May 3
Duke Reports Carbon Emissions Down 48 Percent Since 2005
Top consumer smart energy news hand-selected and brought to you by the Smart Energy Consumer Collaborative.
According to Duke Energy’s 2023 Impact Report, electric generation carbon emissions are down 48 percent since 2005, and the company is moving forward to its 2050 clean energy transition strategy. Duke reported that it is on track to meet interim 50-percent carbon emission reduction targets by 2030. The company added that it expects fluctuations in carbon emissions in the short term as coal retires and other forms of generation enter service.
One of the largest solar projects in the country is moving closer to completion, and it’s not in a famously sunny state like California, Texas or even Florida. It’s in Minnesota, on former potato farms near the site of a retiring coal plant. The Sherco solar and energy-storage facility will be the largest solar project in the Upper Midwest, and the fifth largest in the U.S. by the time it’s fully completed in 2026.
WeaveGrid, a software provider whose products help enable accelerated electric vehicle (EV) adoption on the electric grid, will collaborate with Southern Company subsidiary Alabama Power to launch an innovative new program for EV owners in the Alabama Power service footprint. The company is also working with Georgia Power to pilot a similar program for a limited number of EV owners in Georgia.
The Smart Electric Power Alliance (SEPA) has shared the winners of the 2024 SEPA Power Player Awards. This year’s award categories are tied to SEPA’s five critical focus areas: resilience, transportation, energy storage, emerging technology and policy, along with energy equity. SEPA’s 2024 Power Player Awards honor the contributions of utilities, regulators, policymakers and other stakeholders who played a role in advancing actionable decarbonization solutions in 2023.
It’s hard enough to find street parking in a city – let alone a spot where an electric vehicle can also plug in and charge. But a potential solution rests in the streetlights and lampposts that blanket city sidewalks and are already wired up to the power grid. That grid hookup makes light posts ideal hosts for curbside EV charging – so long as that charging system is cheap and easy to install, safe and simple to use, and able to withstand the vagaries of life on the street.
As more electric vehicles get on the road, cities and counties are considering how to equitably build out the public charging infrastructure needed to power such vehicles. The third quarter 2023 report on EV charging infrastructure trends from the National Renewable Energy Laboratory identifies some of the current charging disparities: Fewer public chargers are available in rural areas and disadvantaged communities compared with suburban and wealthier areas, for example.
A group of New England utilities plans to seek federal funding for a regional energy data platform that would make it easier for consumers and contractors to estimate potential savings from efficiency upgrades or new electric technologies. Clean energy advocates see this kind of service as key to supporting the rollout of Inflation Reduction Act rebates and, more broadly, to controlling costs and demand on a lower-carbon power grid.
A growing number of public power utilities are giving their customers a ground level view of their operations through Customer Academies, which give customers a unique opportunity to deepen their understanding of how their local utility works. In Missouri, Carthage Water & Electric Plant in April wrapped up its first-ever Customer Academy.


§ Directions for this task:
The pictures stay out; everything else in the entries below must be returned exactly.

§ Data provided:
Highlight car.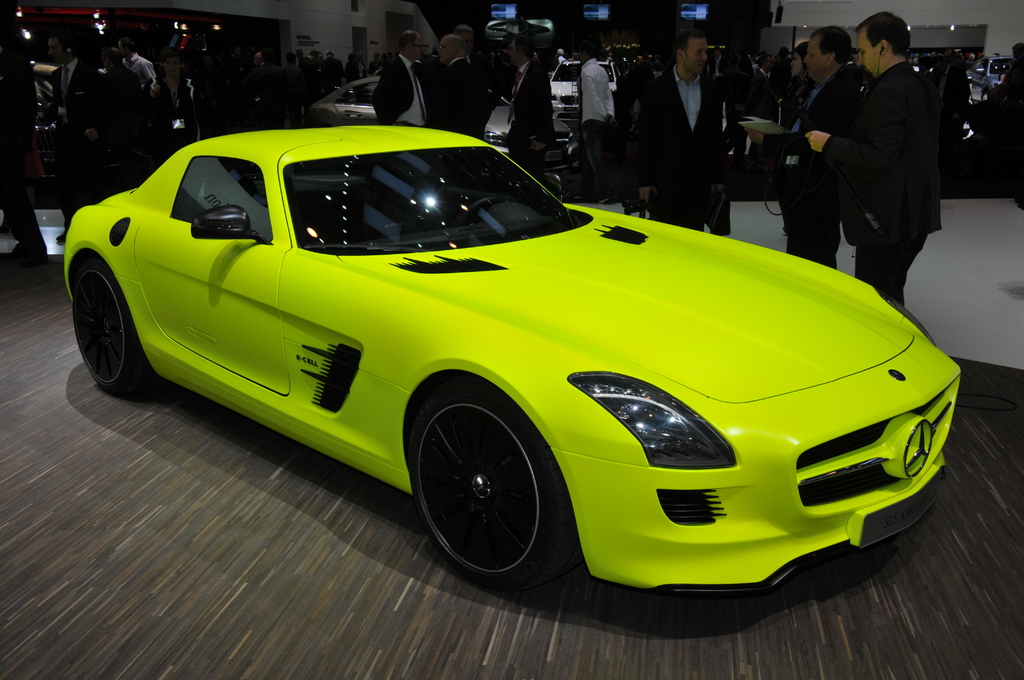
Highlighted region: 964,54,1007,95.
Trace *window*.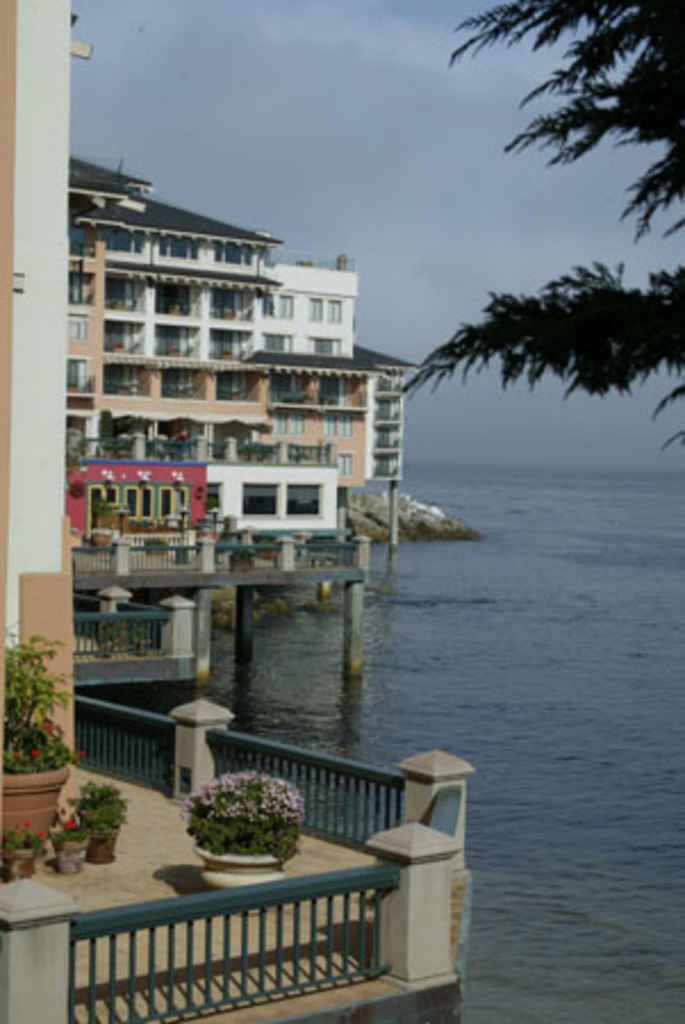
Traced to BBox(244, 482, 278, 517).
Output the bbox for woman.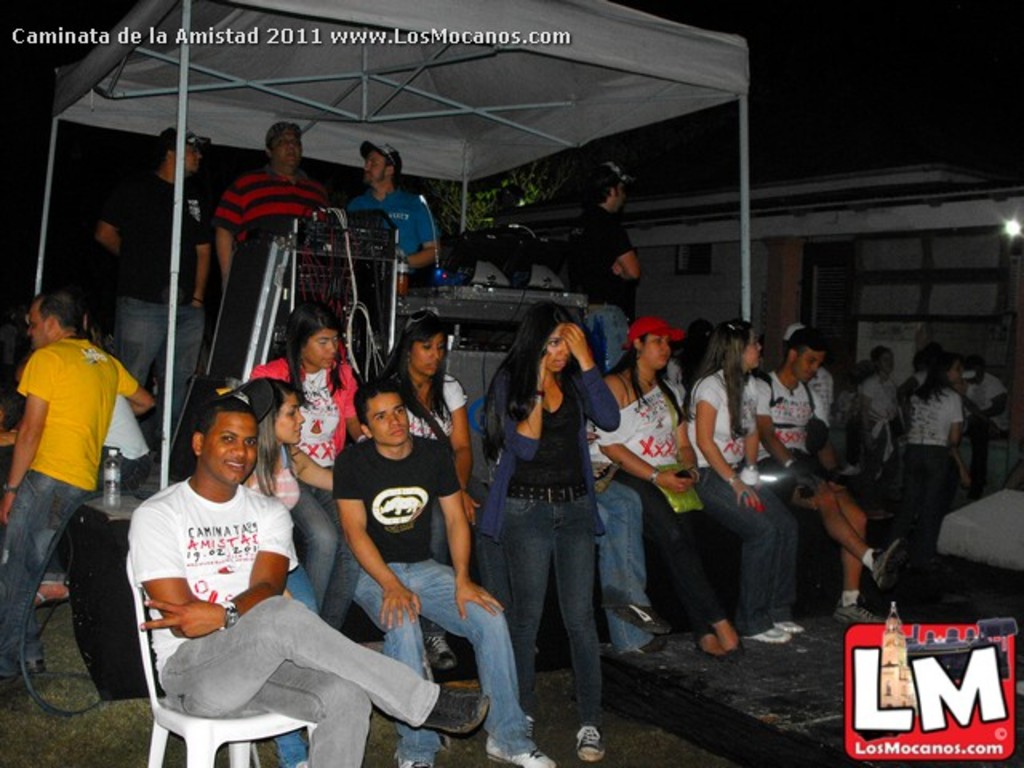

§ Exercise result:
Highlight car.
Highlighted region: 964,54,1007,95.
Trace *window*.
Traced to BBox(244, 482, 278, 517).
Output the bbox for woman.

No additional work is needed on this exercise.